Why Isn't My Website Showing Up on Google? (And How to Fix It)

If your website isn't appearing in Google search results, it's usually one of five fixable problems. This troubleshooting guide walks through every common cause — and exactly how to resolve each one.

Haniel Singh

Haniel Singh

Head of SEO Strategy

Last Updated

October 1, 2025

9 min. read

Step 1: Check If Your Site Is Indexed

First, confirm whether Google has indexed your site at all. Open Google and search: site:yourdomain.com. If results appear, Google knows about your site. If nothing appears, it's not indexed — and you have a more fundamental problem to solve.

You can also check individual pages using Google Search Console's URL Inspection tool, which tells you whether a specific URL is indexed and when it was last crawled.

Reason 1: Your Site Is Blocking Crawlers

The most common cause of a site not appearing in Google is a robots.txt file that accidentally disallows Googlebot from crawling the site. This can happen when a development site is set to 'block all' and the instruction is never removed before launch.

Check your robots.txt by navigating to yourdomain.com/robots.txt. If you see 'Disallow: /' under 'User-agent: *' or 'User-agent: Googlebot', that's your problem. Remove or update the rule.

Reason 2: Pages Have Noindex Tags

A noindex meta tag in a page's <head> tells Google not to include that page in its index. Like robots.txt issues, this is a common staging/development oversight that gets carried into production.

Check by inspecting the page source (Ctrl+U or Cmd+U) and searching for 'noindex'. If you find it on pages you want indexed, remove it.

Reason 3: Your Site Is Too New

New websites can take 4–12 weeks to appear in Google results, even with no technical issues. Google's crawlers discover new sites by following links from existing sites — if no external sites link to you yet, Googlebot may not have found you.

To accelerate discovery: submit your sitemap through Google Search Console, request indexing for your homepage using the URL Inspection tool, and get at least a few external sites to link to you (even business directory listings help).

Reason 4: Low Content Quality

Google may choose not to index (or may deindex) pages with very thin, duplicate, or low-quality content. If your site has hundreds of near-duplicate pages, auto-generated content, or very little original value, Google may exclude many of them from the index.

The fix: audit your indexed page count in Google Search Console against your total page count. If there's a large gap, you have an indexing quality issue. Consolidate, improve, or noindex low-value pages.

Reason 5: Technical Errors

Server errors (5xx), DNS problems, and misconfigured redirects can prevent Google from successfully crawling your pages even when it finds them. Check the 'Coverage' report in Google Search Console for crawl errors.

Common technical blockers: no working sitemap, site returning intermittent 500 errors, pages blocked by login walls, JavaScript-rendered content that Googlebot can't process, and redirect loops.

Reason 6: You're Searching the Wrong Way

Sometimes the site is indexed but you're not finding it because you're searching for competitive terms it doesn't rank for yet. Try searching site:yourdomain.com — this shows all indexed pages regardless of ranking. If results appear, your site is in the index; it just isn't ranking for your target keywords yet.

How to Get Indexed Faster

  • Submit your XML sitemap in Google Search Console
  • Use URL Inspection to request indexing for priority pages
  • Get at least 5 external links pointing to your homepage
  • Publish high-quality content on a consistent schedule
  • Ensure your site loads cleanly and quickly on mobile

Frequently Asked Questions

How long does it take for a new page to appear in Google?

For established domains: days to 2 weeks. For new domains: 4–12 weeks for initial discovery. Pages requested through Search Console's URL Inspection tool are often indexed within 24–72 hours.

My site used to show up on Google but disappeared. What happened?

A sudden drop from Google's index can indicate: a manual penalty (check Search Console for manual actions), an algorithm update that penalised low-quality content, accidental robots.txt or noindex changes after a site update, or a hosting/DNS issue that took the site offline during a crawl.

Do I need Google Search Console to get indexed?

No — Google can discover and index sites without Search Console. But Search Console dramatically accelerates the process and gives you visibility into crawl errors, indexing status, and ranking performance. It's free and essential for any site owner.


Work required> Among the entries below, find the lines that hold the word "left" and report them.

Extracted records>
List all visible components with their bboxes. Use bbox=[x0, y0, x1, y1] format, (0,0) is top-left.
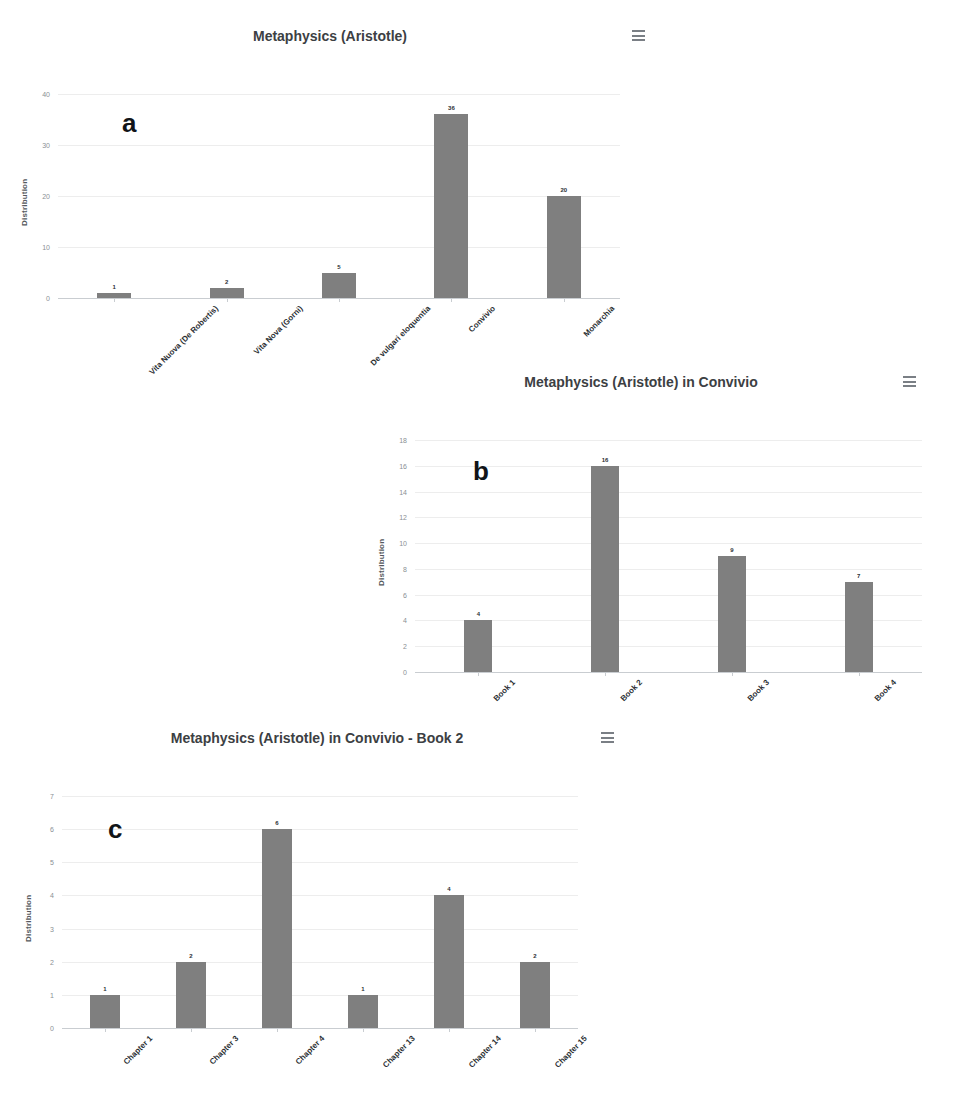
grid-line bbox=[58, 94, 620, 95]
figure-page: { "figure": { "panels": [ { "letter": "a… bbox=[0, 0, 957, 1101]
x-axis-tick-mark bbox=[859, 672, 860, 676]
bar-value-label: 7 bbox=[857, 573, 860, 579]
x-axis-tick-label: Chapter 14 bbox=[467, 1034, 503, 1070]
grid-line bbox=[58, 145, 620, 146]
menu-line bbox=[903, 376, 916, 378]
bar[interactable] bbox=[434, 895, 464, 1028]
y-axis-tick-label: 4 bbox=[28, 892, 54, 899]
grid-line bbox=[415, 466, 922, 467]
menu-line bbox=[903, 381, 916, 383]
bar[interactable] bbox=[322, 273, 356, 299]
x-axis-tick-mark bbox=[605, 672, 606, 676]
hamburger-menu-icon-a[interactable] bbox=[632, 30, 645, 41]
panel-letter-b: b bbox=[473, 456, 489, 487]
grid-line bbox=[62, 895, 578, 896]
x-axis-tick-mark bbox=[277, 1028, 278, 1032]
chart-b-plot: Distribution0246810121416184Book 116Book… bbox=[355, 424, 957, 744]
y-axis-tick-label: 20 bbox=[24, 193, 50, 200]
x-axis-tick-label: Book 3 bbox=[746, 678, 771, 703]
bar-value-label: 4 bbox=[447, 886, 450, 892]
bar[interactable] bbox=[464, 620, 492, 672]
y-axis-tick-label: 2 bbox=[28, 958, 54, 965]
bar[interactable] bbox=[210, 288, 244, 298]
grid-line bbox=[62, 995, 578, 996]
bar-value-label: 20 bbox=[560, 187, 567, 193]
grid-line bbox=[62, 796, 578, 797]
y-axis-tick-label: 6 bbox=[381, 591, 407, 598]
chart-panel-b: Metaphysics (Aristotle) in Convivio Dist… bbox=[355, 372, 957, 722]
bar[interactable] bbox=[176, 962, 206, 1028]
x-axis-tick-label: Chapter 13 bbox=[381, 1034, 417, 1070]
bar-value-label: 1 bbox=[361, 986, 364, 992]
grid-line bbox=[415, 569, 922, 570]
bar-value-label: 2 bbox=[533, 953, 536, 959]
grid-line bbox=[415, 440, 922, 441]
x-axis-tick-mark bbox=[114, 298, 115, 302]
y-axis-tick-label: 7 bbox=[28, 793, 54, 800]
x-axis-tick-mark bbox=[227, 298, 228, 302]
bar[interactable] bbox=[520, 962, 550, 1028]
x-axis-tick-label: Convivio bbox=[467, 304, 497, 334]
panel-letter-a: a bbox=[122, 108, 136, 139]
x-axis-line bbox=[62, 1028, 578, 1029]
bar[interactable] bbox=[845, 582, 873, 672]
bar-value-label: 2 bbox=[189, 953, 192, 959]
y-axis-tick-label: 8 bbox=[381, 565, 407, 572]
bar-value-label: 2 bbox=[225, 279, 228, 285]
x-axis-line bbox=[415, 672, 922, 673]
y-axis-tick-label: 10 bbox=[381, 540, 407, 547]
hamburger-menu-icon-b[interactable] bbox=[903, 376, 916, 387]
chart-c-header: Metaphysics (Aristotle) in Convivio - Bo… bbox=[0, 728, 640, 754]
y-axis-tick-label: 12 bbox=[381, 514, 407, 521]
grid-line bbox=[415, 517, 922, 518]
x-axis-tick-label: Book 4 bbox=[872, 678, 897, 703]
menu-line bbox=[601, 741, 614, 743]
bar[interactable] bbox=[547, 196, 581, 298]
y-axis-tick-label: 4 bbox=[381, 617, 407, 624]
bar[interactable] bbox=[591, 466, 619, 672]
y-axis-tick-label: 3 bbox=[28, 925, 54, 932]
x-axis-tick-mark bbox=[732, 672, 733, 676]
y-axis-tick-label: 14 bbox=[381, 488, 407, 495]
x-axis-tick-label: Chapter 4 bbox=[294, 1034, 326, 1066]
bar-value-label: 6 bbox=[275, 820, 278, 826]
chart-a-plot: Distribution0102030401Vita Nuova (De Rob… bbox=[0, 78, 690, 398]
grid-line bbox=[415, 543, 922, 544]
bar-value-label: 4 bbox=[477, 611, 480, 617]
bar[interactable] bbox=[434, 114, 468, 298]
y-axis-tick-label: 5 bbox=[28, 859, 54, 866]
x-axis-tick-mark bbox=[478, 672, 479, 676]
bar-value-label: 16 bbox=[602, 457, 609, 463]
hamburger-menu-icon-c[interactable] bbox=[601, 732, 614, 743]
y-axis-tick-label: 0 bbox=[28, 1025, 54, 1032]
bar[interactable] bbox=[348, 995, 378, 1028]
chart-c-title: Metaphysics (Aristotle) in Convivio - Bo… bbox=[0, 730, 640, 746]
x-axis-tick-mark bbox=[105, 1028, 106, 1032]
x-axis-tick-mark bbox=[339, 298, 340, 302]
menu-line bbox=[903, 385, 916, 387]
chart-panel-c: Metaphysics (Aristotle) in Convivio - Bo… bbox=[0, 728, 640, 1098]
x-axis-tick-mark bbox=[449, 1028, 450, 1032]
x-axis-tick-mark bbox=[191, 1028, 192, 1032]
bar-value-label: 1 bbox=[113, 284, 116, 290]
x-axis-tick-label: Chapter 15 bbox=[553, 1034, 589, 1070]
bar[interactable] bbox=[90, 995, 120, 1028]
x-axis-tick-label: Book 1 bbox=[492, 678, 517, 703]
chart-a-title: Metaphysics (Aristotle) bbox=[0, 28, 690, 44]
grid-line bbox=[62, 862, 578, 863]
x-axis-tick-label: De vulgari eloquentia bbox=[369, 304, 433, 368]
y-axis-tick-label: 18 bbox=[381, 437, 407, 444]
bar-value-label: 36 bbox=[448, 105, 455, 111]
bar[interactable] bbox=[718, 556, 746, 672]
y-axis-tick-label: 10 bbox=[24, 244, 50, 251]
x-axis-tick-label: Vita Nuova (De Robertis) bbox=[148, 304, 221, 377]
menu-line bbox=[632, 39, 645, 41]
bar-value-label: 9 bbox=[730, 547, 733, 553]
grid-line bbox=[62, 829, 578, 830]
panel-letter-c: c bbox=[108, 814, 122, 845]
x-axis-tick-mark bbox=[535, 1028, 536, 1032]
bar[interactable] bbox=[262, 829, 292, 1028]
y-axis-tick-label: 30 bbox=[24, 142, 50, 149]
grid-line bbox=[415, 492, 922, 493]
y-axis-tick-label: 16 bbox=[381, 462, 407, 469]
---
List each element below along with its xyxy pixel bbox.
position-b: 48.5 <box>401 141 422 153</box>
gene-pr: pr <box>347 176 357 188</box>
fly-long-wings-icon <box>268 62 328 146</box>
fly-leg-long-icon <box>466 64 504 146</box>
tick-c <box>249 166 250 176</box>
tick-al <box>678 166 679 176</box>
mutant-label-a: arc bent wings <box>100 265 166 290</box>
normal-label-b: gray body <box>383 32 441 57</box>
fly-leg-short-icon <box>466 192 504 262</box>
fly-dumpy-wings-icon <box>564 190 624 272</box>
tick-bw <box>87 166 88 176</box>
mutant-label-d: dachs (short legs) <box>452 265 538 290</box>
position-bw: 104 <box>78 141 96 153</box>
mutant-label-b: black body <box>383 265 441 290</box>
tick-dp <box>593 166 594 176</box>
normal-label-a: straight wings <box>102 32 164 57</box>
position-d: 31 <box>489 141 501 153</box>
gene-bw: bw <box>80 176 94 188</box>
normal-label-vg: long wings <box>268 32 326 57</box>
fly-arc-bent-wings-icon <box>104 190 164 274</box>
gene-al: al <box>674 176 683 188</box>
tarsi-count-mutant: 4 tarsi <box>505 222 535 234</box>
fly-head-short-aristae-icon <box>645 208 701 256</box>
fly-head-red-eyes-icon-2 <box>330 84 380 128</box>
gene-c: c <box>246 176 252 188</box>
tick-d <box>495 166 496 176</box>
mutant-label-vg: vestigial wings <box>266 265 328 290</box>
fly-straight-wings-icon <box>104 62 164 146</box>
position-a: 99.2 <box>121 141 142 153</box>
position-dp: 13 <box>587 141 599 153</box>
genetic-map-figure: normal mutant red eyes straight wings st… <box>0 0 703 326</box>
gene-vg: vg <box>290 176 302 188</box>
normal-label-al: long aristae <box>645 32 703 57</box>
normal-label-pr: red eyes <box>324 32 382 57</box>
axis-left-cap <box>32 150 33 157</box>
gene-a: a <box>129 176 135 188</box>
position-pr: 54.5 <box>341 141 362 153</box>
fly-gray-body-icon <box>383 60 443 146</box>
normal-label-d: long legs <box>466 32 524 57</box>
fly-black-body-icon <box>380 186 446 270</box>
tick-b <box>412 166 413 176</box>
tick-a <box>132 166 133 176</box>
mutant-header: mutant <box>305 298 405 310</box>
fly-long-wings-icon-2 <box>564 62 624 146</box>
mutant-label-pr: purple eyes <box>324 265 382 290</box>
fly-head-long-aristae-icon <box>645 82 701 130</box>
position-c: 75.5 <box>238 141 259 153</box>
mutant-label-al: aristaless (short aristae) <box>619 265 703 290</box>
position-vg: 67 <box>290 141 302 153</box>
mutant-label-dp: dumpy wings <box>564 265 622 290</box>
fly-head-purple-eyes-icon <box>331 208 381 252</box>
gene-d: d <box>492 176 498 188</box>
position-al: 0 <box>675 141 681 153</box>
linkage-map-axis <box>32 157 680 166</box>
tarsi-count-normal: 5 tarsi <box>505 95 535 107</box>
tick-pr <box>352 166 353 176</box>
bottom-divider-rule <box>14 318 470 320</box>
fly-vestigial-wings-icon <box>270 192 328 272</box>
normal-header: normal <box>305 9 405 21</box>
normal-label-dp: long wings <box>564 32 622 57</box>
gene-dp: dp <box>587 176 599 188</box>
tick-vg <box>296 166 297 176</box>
...
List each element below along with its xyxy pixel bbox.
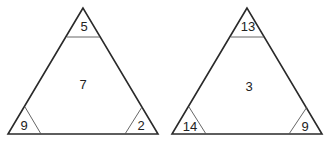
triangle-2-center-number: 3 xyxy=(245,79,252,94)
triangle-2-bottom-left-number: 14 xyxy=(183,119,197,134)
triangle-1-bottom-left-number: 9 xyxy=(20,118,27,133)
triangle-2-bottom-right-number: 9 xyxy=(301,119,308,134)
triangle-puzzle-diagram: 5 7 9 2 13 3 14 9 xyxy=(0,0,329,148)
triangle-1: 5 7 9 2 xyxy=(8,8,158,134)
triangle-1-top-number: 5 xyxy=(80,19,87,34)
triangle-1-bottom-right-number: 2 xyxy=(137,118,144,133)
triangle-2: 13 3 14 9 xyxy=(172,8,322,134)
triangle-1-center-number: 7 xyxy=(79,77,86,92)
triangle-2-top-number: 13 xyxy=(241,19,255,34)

Answer to this problem>
List all visible components with their bboxes. Use bbox=[x0, y0, x1, y1] format, (0,0) is top-left.
axis-left-cap <box>32 150 33 157</box>
triangle-2-bottom-left-number: 14 xyxy=(183,119,197,134)
triangle-1-bottom-left-number: 9 xyxy=(20,118,27,133)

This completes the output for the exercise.